Romania’s salt-cavern storage project could redefine long-duration flexibility in SEE

Romania’s proposed compressed-air energy storage (CAES) project, developed by Hagag Europe and Airengy, introduces a potentially transformative model for long-duration energy storage in south-east Europe. While most storage investments in the region have focused on lithium-ion batteries designed to capture short-term intraday price movements, compressed-air storage targets a different segment of the market. In a power system increasingly shaped by renewable volatility, weather-dependent generation and growing balancing requirements, storage duration is becoming just as important as storage capacity.

The project intends to utilise Romania’s extensive underground salt-cavern formations as natural storage reservoirs. Electricity generated during low-price periods would be used to compress air and store it underground under high pressure. When electricity prices rise or system demand increases, the compressed air would be released to drive electricity generation. The first development phase is expected to provide approximately 200 MWh of storage capacity with an estimated investment of €4.5 million, while the second phase targets around 25 MW of discharge capacity and approximately 5 GWh of total storage, requiring investment estimated at roughly €55 million.

From a market perspective, compressed-air storage should not be viewed as a replacement for batteries but rather as a complementary flexibility technology. Lithium-ion batteries excel in applications such as frequency regulation, fast-response balancing services and daily energy arbitrage. Long-duration storage, by contrast, can capture value from multi-day price spreads, prolonged renewable shortfalls, extended periods of system stress and emerging capacity-related products. This creates a distinct revenue profile that may become increasingly valuable as renewable penetration grows across the region.

Romania’s need for additional flexibility is becoming more apparent with each new renewable project entering the market. Solar and wind deployment is expanding rapidly, while grid upgrades and storage investments have not always kept pace. The result is increasing price volatility, transmission bottlenecks and periods where renewable generation exceeds immediate demand. Long-duration compressed-air storage could help bridge these imbalances by shifting energy across multiple days rather than only a few hours, making it particularly valuable during extended low-wind conditions, cloudy periods or episodes of surplus renewable production.

The project also benefits from a strong industrial and geological foundation. Romania possesses suitable salt-cavern resources, one of the largest renewable development pipelines in the region and an electricity market large enough to support innovative storage business models. Under the proposed structure, Hagag Europe contributes access to the cavern infrastructure, while Airengy provides the storage technology, engineering expertise and operational framework necessary to commercialise the asset.

The principal challenge remains bankability and market design. Long-duration storage projects require stable and predictable revenue streams, whether through energy arbitrage, balancing services, capacity remuneration mechanisms or contracted flexibility products. Without regulatory frameworks that adequately reward storage duration, projects may struggle to attract financing despite their clear system benefits. Romania’s compressed-air initiative is therefore significant not only as a single infrastructure investment but also as a test of how south-east Europe values flexibility. The region’s energy transition will require more than batteries alone. It will require a diversified storage ecosystem where speed, scale and duration are all recognised and rewarded within the market.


• **Work to be completed**: The answer must be every record below, reproduced exactly.

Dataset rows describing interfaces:
= = = = =

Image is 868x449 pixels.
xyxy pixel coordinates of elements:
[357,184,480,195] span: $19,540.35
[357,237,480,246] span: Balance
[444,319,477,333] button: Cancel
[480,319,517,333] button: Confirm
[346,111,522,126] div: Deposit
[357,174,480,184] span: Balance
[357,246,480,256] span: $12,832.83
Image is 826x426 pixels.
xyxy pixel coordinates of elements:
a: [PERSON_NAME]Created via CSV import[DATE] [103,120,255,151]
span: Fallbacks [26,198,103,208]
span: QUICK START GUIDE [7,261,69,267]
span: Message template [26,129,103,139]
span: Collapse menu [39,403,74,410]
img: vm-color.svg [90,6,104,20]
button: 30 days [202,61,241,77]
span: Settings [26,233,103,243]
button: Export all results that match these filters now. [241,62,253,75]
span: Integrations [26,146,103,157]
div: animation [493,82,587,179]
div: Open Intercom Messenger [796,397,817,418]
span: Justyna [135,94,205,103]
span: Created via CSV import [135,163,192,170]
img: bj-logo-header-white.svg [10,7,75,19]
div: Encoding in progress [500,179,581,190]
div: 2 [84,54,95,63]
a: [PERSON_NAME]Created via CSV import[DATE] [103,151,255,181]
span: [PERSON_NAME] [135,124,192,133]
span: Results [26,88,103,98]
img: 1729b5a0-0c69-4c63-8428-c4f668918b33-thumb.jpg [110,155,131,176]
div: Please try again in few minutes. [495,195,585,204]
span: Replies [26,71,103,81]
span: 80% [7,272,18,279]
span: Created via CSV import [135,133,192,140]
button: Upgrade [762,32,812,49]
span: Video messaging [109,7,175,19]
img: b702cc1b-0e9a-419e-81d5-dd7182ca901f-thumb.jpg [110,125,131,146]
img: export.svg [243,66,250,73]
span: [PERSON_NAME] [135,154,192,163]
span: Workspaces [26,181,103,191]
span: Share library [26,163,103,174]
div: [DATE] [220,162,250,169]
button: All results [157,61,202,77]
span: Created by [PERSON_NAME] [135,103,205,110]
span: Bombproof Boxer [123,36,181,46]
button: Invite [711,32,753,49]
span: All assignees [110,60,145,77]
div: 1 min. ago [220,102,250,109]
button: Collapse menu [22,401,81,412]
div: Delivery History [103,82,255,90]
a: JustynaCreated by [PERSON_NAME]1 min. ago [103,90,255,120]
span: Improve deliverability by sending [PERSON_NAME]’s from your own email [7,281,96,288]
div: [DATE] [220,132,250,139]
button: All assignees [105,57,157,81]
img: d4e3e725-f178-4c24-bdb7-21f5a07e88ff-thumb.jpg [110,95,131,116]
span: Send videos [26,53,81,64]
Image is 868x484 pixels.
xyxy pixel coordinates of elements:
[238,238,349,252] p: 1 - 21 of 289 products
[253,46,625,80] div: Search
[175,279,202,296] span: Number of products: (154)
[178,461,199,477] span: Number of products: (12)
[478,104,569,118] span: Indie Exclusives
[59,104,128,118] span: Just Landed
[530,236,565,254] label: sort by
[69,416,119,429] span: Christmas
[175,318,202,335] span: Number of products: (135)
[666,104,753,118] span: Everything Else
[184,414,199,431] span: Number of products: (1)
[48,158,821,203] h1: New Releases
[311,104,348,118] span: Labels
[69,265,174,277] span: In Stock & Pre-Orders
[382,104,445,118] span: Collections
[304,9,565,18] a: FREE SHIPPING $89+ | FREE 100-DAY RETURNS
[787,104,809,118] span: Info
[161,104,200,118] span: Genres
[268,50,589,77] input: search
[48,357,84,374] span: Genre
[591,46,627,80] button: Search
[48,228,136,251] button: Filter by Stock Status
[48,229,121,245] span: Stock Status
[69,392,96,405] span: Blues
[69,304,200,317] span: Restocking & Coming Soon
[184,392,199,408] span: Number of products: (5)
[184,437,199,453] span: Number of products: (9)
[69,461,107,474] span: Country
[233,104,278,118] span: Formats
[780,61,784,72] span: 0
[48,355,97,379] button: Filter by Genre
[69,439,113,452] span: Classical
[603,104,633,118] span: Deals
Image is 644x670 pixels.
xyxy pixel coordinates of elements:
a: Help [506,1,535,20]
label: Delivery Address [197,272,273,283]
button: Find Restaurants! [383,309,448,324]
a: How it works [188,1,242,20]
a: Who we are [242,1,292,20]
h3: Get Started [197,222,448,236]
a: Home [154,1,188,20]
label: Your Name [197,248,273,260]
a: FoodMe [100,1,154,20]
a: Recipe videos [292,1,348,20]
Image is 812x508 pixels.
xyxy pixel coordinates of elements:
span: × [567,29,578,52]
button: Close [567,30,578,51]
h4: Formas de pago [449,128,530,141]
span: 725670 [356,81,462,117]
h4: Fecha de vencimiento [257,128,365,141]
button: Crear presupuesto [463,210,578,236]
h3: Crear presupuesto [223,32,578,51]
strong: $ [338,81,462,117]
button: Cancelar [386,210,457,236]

= = = = =

• **Answer to this exercise**:
Image is 868x449 pixels.
xyxy pixel coordinates of elements:
[357,184,480,195] span: $19,540.35
[357,237,480,246] span: Balance
[444,319,477,333] button: Cancel
[480,319,517,333] button: Confirm
[346,111,522,126] div: Deposit
[357,174,480,184] span: Balance
[357,246,480,256] span: $12,832.83
Image is 826x426 pixels.
xyxy pixel coordinates of elements:
a: [PERSON_NAME]Created via CSV import[DATE] [103,120,255,151]
span: Fallbacks [26,198,103,208]
span: QUICK START GUIDE [7,261,69,267]
span: Message template [26,129,103,139]
span: Collapse menu [39,403,74,410]
img: vm-color.svg [90,6,104,20]
button: 30 days [202,61,241,77]
span: Settings [26,233,103,243]
button: Export all results that match these filters now. [241,62,253,75]
span: Integrations [26,146,103,157]
div: animation [493,82,587,179]
div: Open Intercom Messenger [796,397,817,418]
span: Justyna [135,94,205,103]
span: Created via CSV import [135,163,192,170]
img: bj-logo-header-white.svg [10,7,75,19]
div: Encoding in progress [500,179,581,190]
div: 2 [84,54,95,63]
a: [PERSON_NAME]Created via CSV import[DATE] [103,151,255,181]
span: [PERSON_NAME] [135,124,192,133]
span: Results [26,88,103,98]
img: 1729b5a0-0c69-4c63-8428-c4f668918b33-thumb.jpg [110,155,131,176]
div: Please try again in few minutes. [495,195,585,204]
span: Replies [26,71,103,81]
span: 80% [7,272,18,279]
span: Created via CSV import [135,133,192,140]
button: Upgrade [762,32,812,49]
span: Video messaging [109,7,175,19]
img: b702cc1b-0e9a-419e-81d5-dd7182ca901f-thumb.jpg [110,125,131,146]
img: export.svg [243,66,250,73]
span: [PERSON_NAME] [135,154,192,163]
span: Workspaces [26,181,103,191]
span: Share library [26,163,103,174]
div: [DATE] [220,162,250,169]
button: All results [157,61,202,77]
span: Created by [PERSON_NAME] [135,103,205,110]
span: Bombproof Boxer [123,36,181,46]
button: Invite [711,32,753,49]
span: All assignees [110,60,145,77]
div: 1 min. ago [220,102,250,109]
button: Collapse menu [22,401,81,412]
div: Delivery History [103,82,255,90]
a: JustynaCreated by [PERSON_NAME]1 min. ago [103,90,255,120]
span: Improve deliverability by sending [PERSON_NAME]’s from your own email [7,281,96,288]
div: [DATE] [220,132,250,139]
button: All assignees [105,57,157,81]
img: d4e3e725-f178-4c24-bdb7-21f5a07e88ff-thumb.jpg [110,95,131,116]
span: Send videos [26,53,81,64]
Image is 868x484 pixels.
xyxy pixel coordinates of elements:
[238,238,349,252] p: 1 - 21 of 289 products
[253,46,625,80] div: Search
[175,279,202,296] span: Number of products: (154)
[178,461,199,477] span: Number of products: (12)
[478,104,569,118] span: Indie Exclusives
[59,104,128,118] span: Just Landed
[530,236,565,254] label: sort by
[69,416,119,429] span: Christmas
[175,318,202,335] span: Number of products: (135)
[666,104,753,118] span: Everything Else
[184,414,199,431] span: Number of products: (1)
[48,158,821,203] h1: New Releases
[311,104,348,118] span: Labels
[69,265,174,277] span: In Stock & Pre-Orders
[382,104,445,118] span: Collections
[304,9,565,18] a: FREE SHIPPING $89+ | FREE 100-DAY RETURNS
[787,104,809,118] span: Info
[161,104,200,118] span: Genres
[268,50,589,77] input: search
[48,357,84,374] span: Genre
[591,46,627,80] button: Search
[48,228,136,251] button: Filter by Stock Status
[48,229,121,245] span: Stock Status
[69,392,96,405] span: Blues
[69,304,200,317] span: Restocking & Coming Soon
[184,392,199,408] span: Number of products: (5)
[184,437,199,453] span: Number of products: (9)
[69,461,107,474] span: Country
[233,104,278,118] span: Formats
[780,61,784,72] span: 0
[48,355,97,379] button: Filter by Genre
[69,439,113,452] span: Classical
[603,104,633,118] span: Deals
Image is 644x670 pixels.
xyxy pixel coordinates of elements:
a: Help [506,1,535,20]
label: Delivery Address [197,272,273,283]
button: Find Restaurants! [383,309,448,324]
a: How it works [188,1,242,20]
a: Who we are [242,1,292,20]
h3: Get Started [197,222,448,236]
a: Home [154,1,188,20]
label: Your Name [197,248,273,260]
a: FoodMe [100,1,154,20]
a: Recipe videos [292,1,348,20]
Image is 812x508 pixels.
xyxy pixel coordinates of elements:
span: × [567,29,578,52]
button: Close [567,30,578,51]
h4: Formas de pago [449,128,530,141]
span: 725670 [356,81,462,117]
h4: Fecha de vencimiento [257,128,365,141]
button: Crear presupuesto [463,210,578,236]
h3: Crear presupuesto [223,32,578,51]
strong: $ [338,81,462,117]
button: Cancelar [386,210,457,236]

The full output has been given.